Millett moved to Japan in 1961, where she taught English and pursued a career as a sculptor. Two years later, Millett returned to the United States with fellow sculptor Fumio Yoshimura whom she married in 1965. The two divorced in 1985. She was active in feminist politics in late 1960s and the 1970s. In 1966, she became a committee member of National Organization for Women.

Sexual Politics originated as her Ph.D. dissertation, which was awarded by Columbia University in 1970. Here Millett offers a comprehensive critique of patriarchy in Western society and literature. In particular, Millett critiques the sexism and heterosexism of the modern novelists D. H. Lawrence, Henry Miller, and Norman Mailer, contrasting their perspectives with the dissenting viewpoint of the homosexual author Jean Genet.

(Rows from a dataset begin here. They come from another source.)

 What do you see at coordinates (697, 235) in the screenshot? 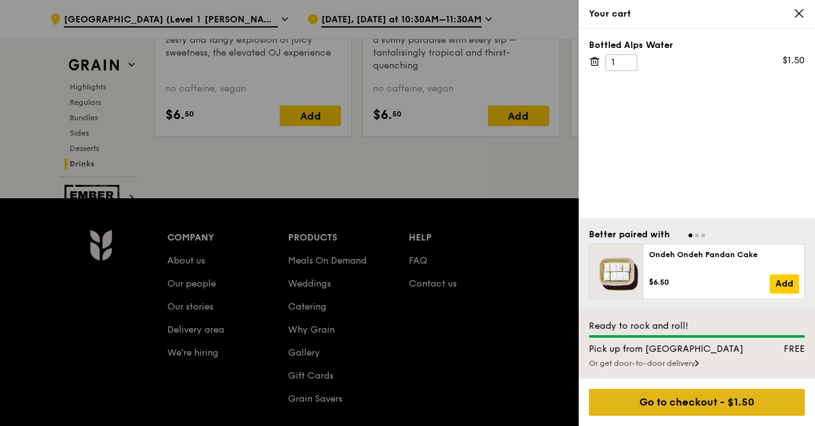
I see `span: Go to slide 2` at bounding box center [697, 235].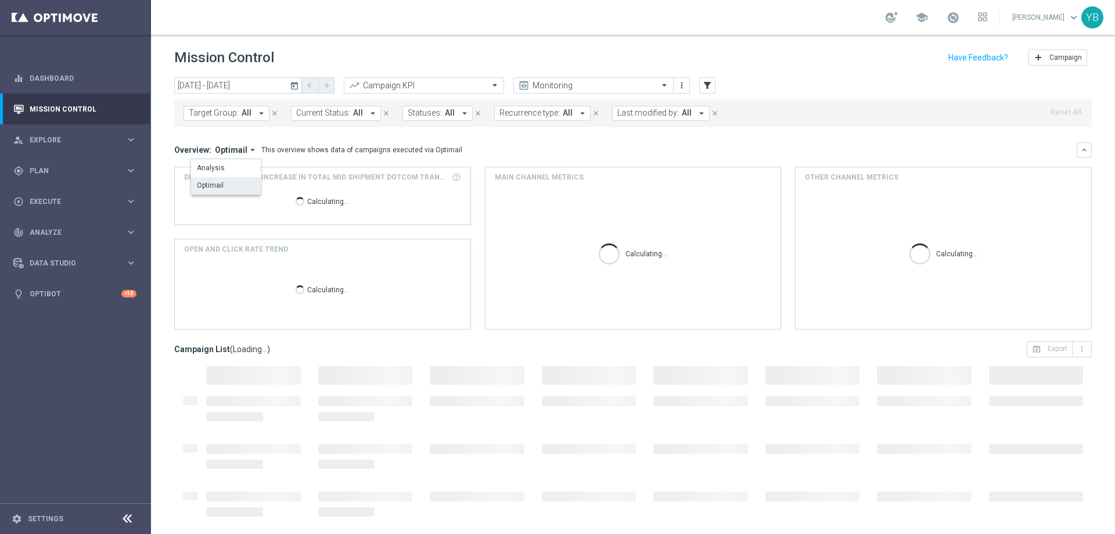 This screenshot has height=534, width=1115. I want to click on i: add, so click(1038, 57). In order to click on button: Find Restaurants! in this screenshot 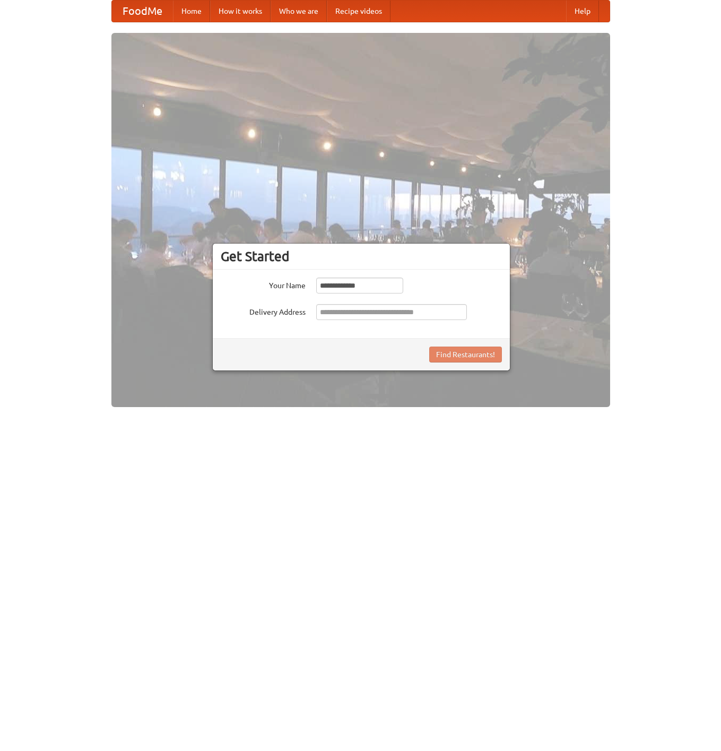, I will do `click(465, 354)`.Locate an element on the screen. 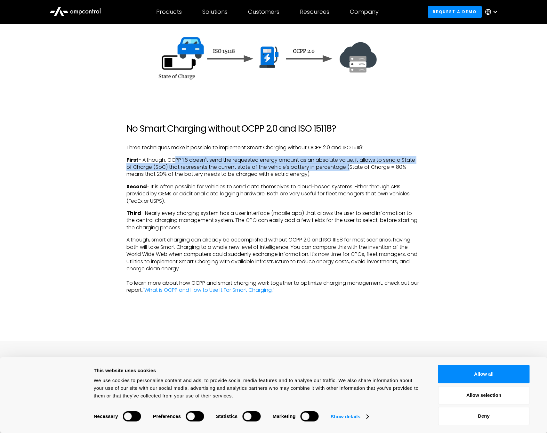  img: ISO 15118 and OCPP 2.0 is located at coordinates (274, 56).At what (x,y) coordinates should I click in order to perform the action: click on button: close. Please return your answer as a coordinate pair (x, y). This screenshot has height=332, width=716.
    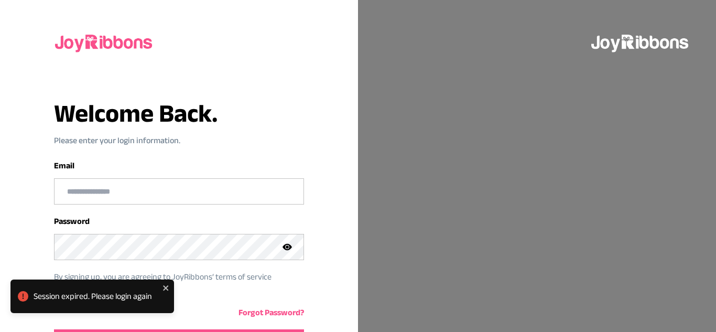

In 1971, Millett started buying and restoring fields and buildings near Poughkeepsie, New York. The project eventually became the Women's Art Colony/Tree Farm, a community of female lesbian artists and writers that is supported by the sale of Millett's silk-screen prints and by selling Christmas trees that have been hand-sheared by the artists in residence.

Millett's 1971 film Three Lives is a 16mm documentary made by an all-woman crew, including co-director Susan Kleckner, cameraperson Lenore Bode, and editor Robin Mide, under the name Women's Liberation Cinema. The 70-minute film focuses on reminiscences of three women recounting the stories of their lives. The subjects are Mallory Millett-Jones (the director's sister), Lillian Shreve, a chemist, and Robin Mide, an artist.

Her book Flying (1974) tells of her marriage with Yoshimura and her love affairs with women. Sita (1977) is a meditation on Millett's doomed love affair with a female college administrator who was ten years her senior. In 1979, Millett went to Iran to work for women's rights, was soon deported, and wrote about the experience in Going to Iran. In The Loony-Bin Trip (1990), she describes her experience of being incarcerated in psychiatric facilities, her experience of being diagnosed as "bipolar", and her decision to discontinue lithium therapy. She won her own sanity trial in St. Paul. On a dare with her lawyer, together they changed the State of Minnesota's commitment law.

Millett was a contributor to On The Issues Magazine and was interviewed at length for an article in the magazine by Merle Hoffman.

Millett is active in the anti-psychiatry movement. As a representative of MindFreedom International, she spoke out against psychiatric torture at the United Nations during the negotiations of the text of the Convention on the Rights of Persons with Disabilities (2005).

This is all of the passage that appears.